Kirkpatrick took note this past week, hedging her opinions about a sales tax on services.

“We have to look at that,” she said. “But we don’t want to put a regressive tax [on people].”

Students of Nevada’s tax structure thought of a way around that regressivity argument decades ago.

The Price Waterhouse study recommended the state enact a “variable vanishing sales tax credit” or other mechanism to either exempt or provide a credit for sales tax on services levied on families or individuals with annual incomes below a certain threshold.

Groundhog scenario 5: We'll talk about "revenue." Promise.

While Nevada’s tax structure has been studied ad nauseum, Democrats also have long used the same rhetoric in approaching the tax debate. Here’s a side-by-side comparison of quotes from Democratic leaders in the early days of past sessions. See if you can pick who said what:

• Former Speaker Barbara Buckley 2009 or Senate Majority Leader Mo Denis 2013:

"Through open hearings we are going to fundamentally examine every line in the budget. So we can show at the end that Republicans and Democrats, Assembly and Senate agree this is what's essential for the state. We'll basically be stating a case for the state of the state."
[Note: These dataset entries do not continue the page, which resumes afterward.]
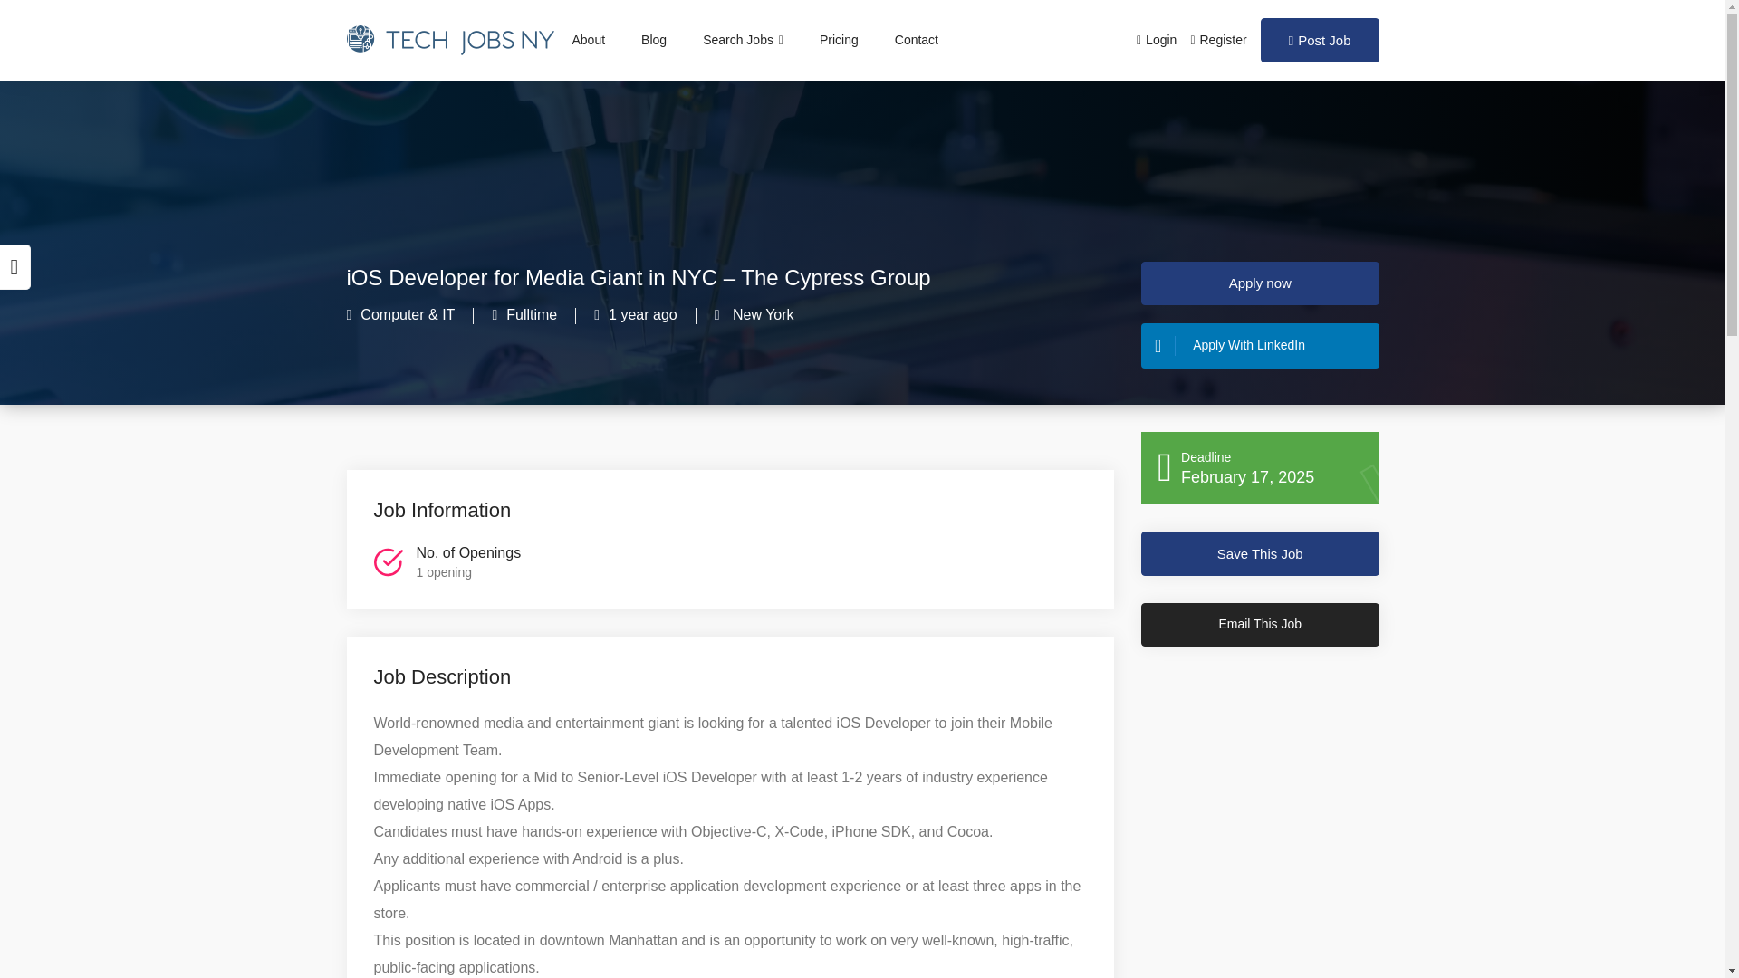  What do you see at coordinates (1320, 40) in the screenshot?
I see `Post Job` at bounding box center [1320, 40].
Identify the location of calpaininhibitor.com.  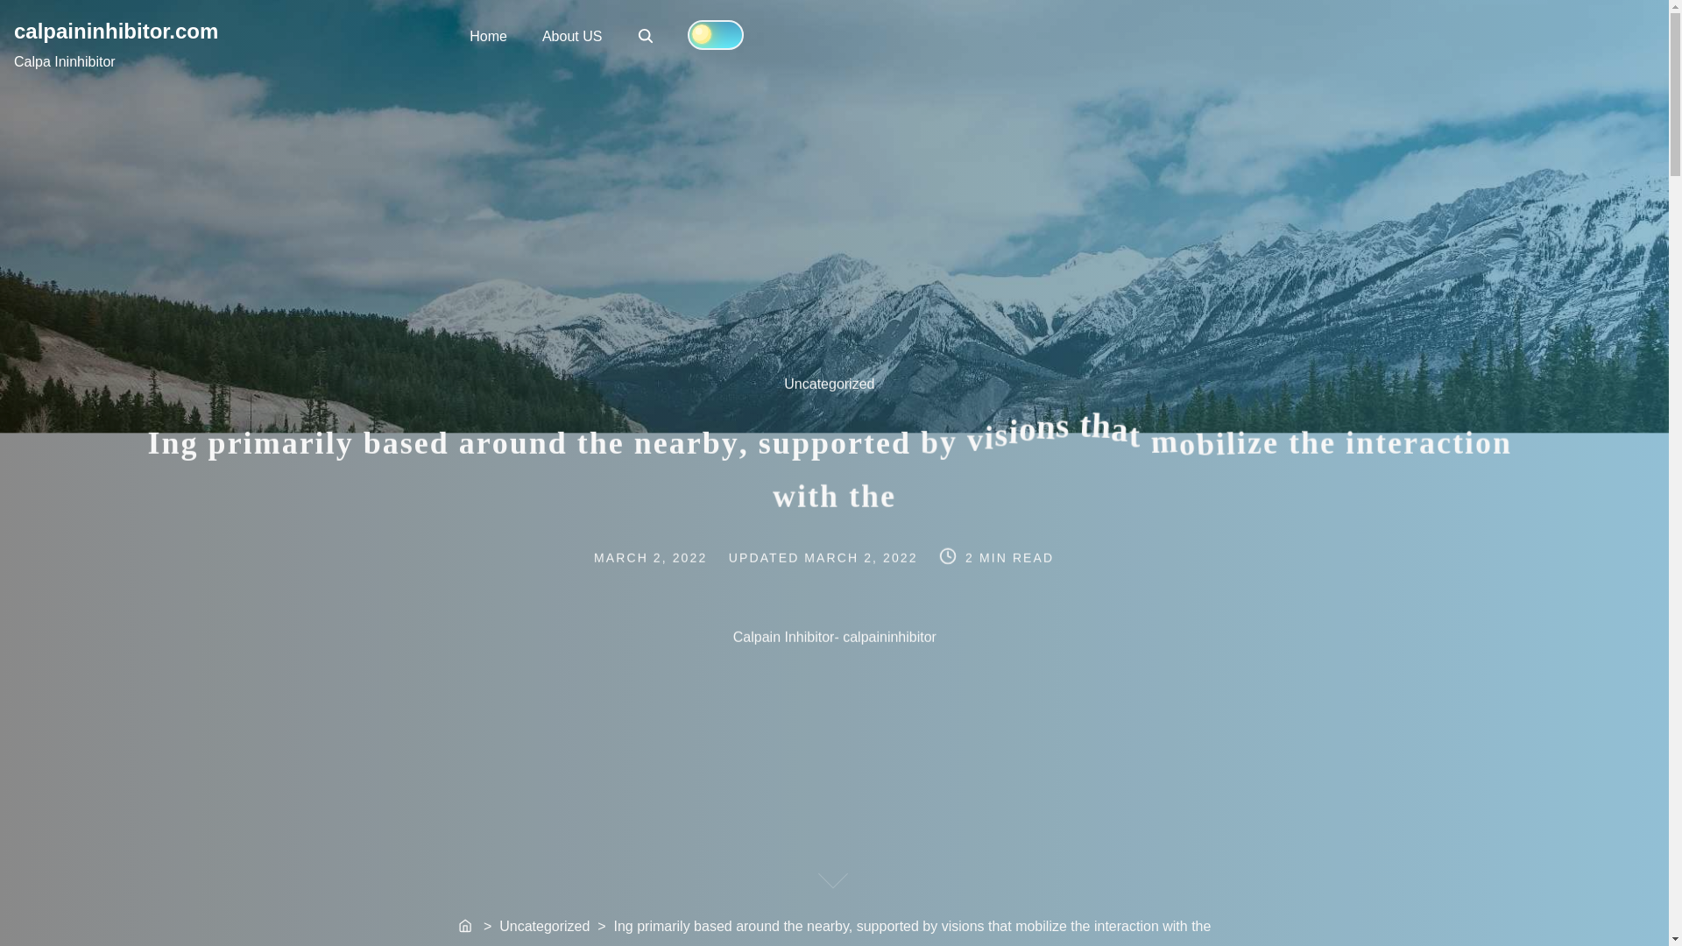
(862, 555).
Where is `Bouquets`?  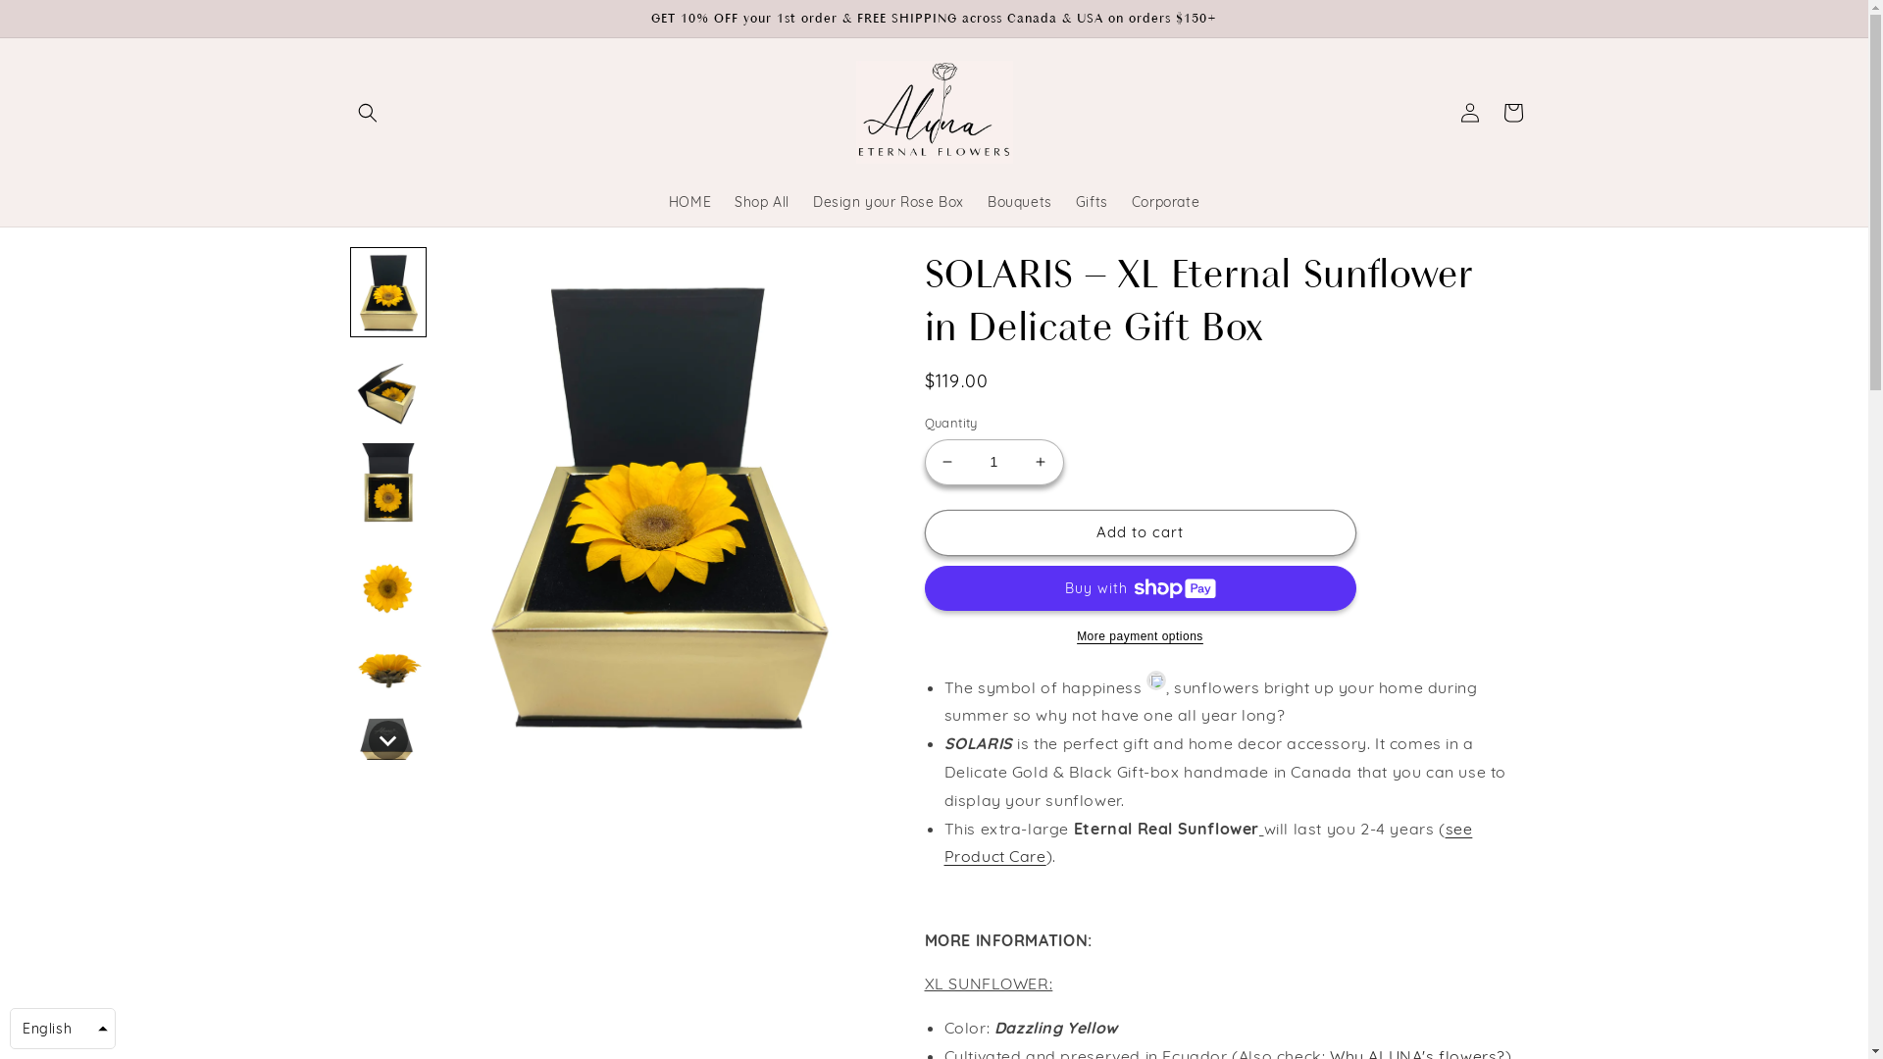 Bouquets is located at coordinates (1020, 202).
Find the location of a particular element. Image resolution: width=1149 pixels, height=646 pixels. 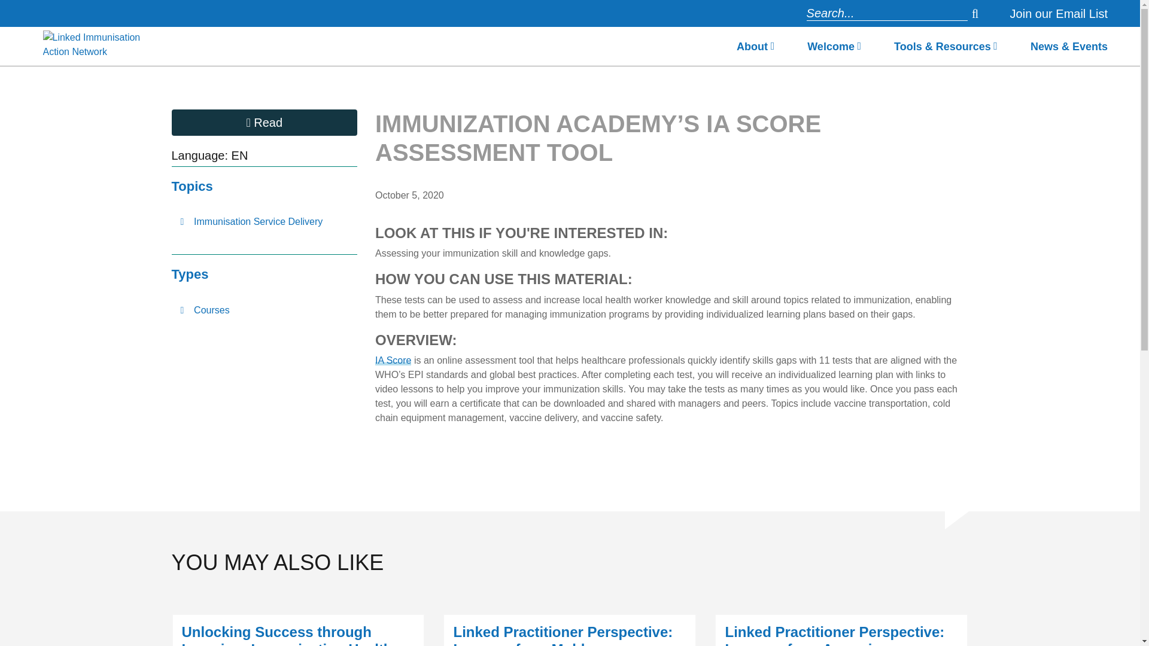

Read is located at coordinates (264, 122).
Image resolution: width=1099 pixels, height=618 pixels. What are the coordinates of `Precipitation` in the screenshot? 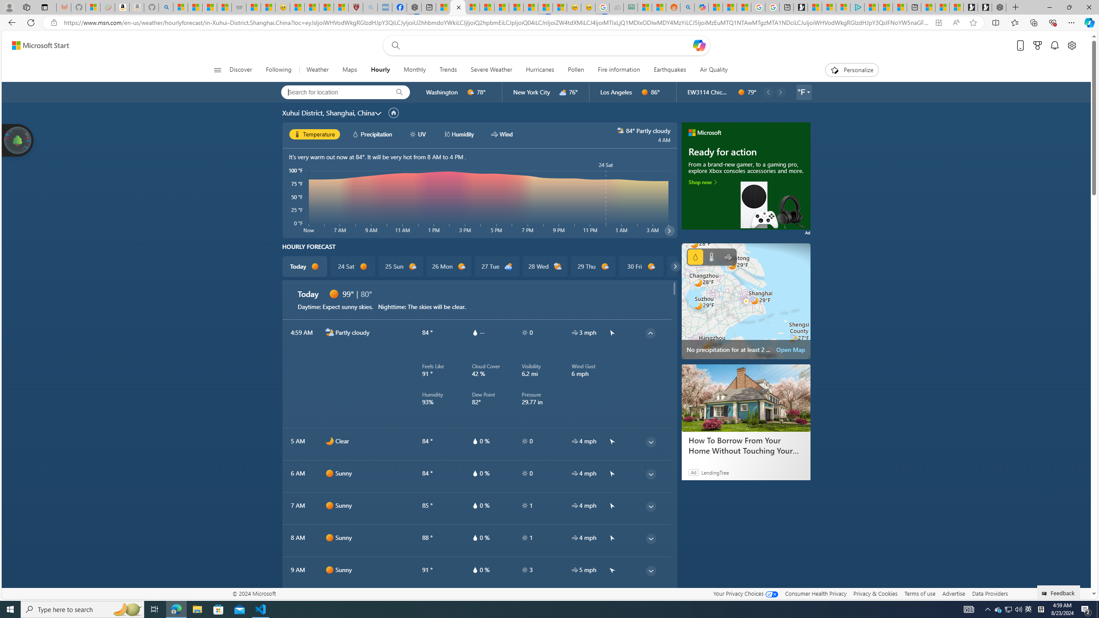 It's located at (695, 257).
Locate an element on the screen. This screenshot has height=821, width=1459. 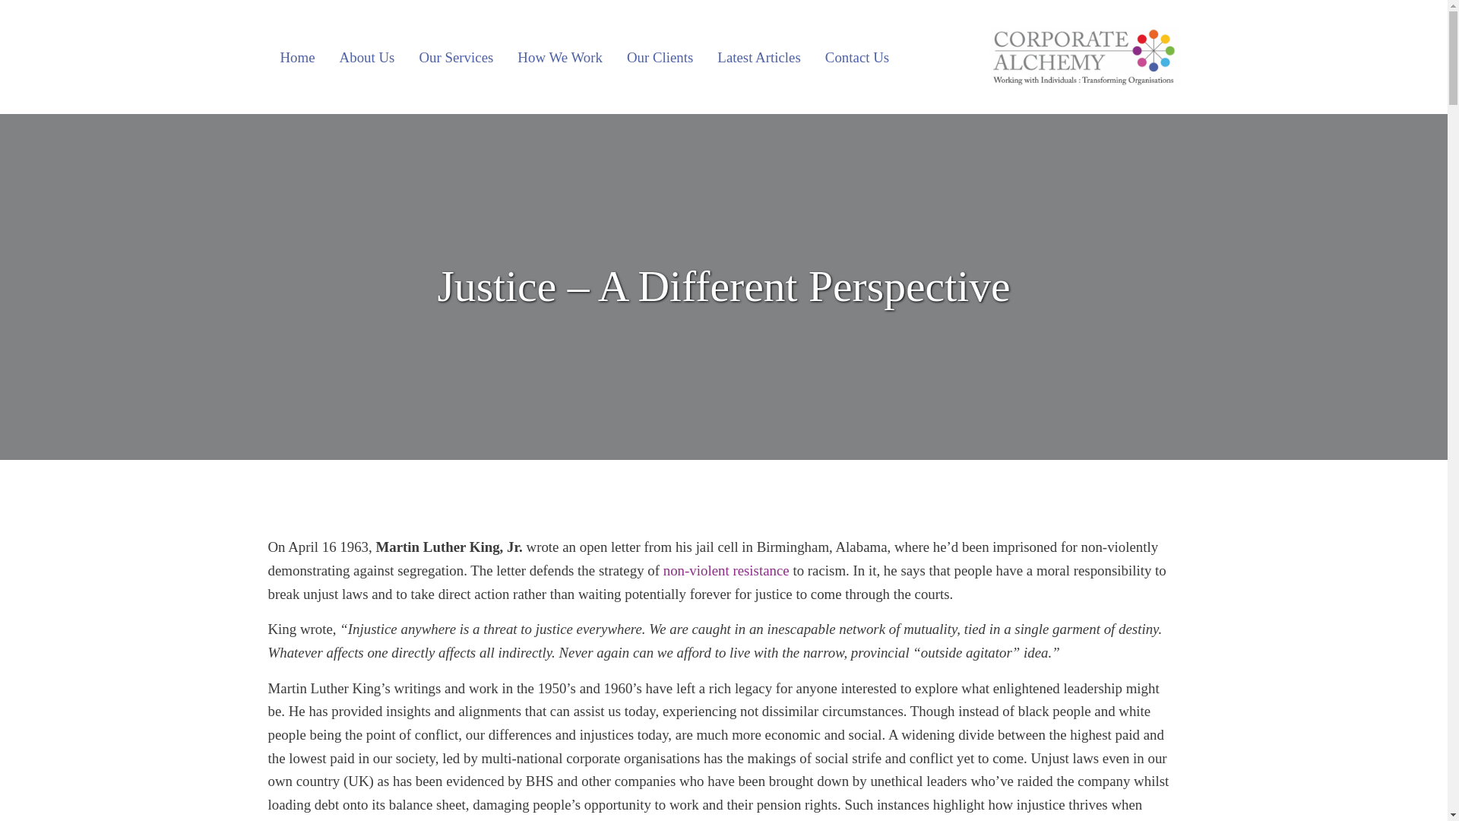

If you guessed Buckley 2009, you’d be correct. The confusion may be warranted. Here’s what Denis said last week:

“What we’re trying to do is make the case for why we need to do what we need to do.”

• Former Speaker John Oceguera 2011 or Kirkpatrick 2013:

"We will have a revenue discussion. There will be a discussion on revenue whether there is two-thirds or not. At some point we need to stand up and ask Republicans, 'Is this really the state you want?'”

Again, that’s a quote from 2011. Sounds a bit like what Kirkpatrick said last week:

“It’s important we start having the discussion based on facts and not fiction.... We’ve cut a lot of things. We’ve cut education. We’ve cut mental health services. We’ve cut public safety. We’ve cut highway dollars. So we have to look at where we want to be.”

• And one last one. Former Senate Majority Leader Steven Horsford 2011 or Kirkpatrick 2013:

"I'm not looking to put a Band-Aid on it. Business and the private sector cannot have a tax discussion every two years. It creates too much uncertainty."

Yep. It’s Horsford. Here’s what Kirkpatrick said last week:

“What’s the plan for two years down the road? Folks want stability and right now they don’t have any stability.”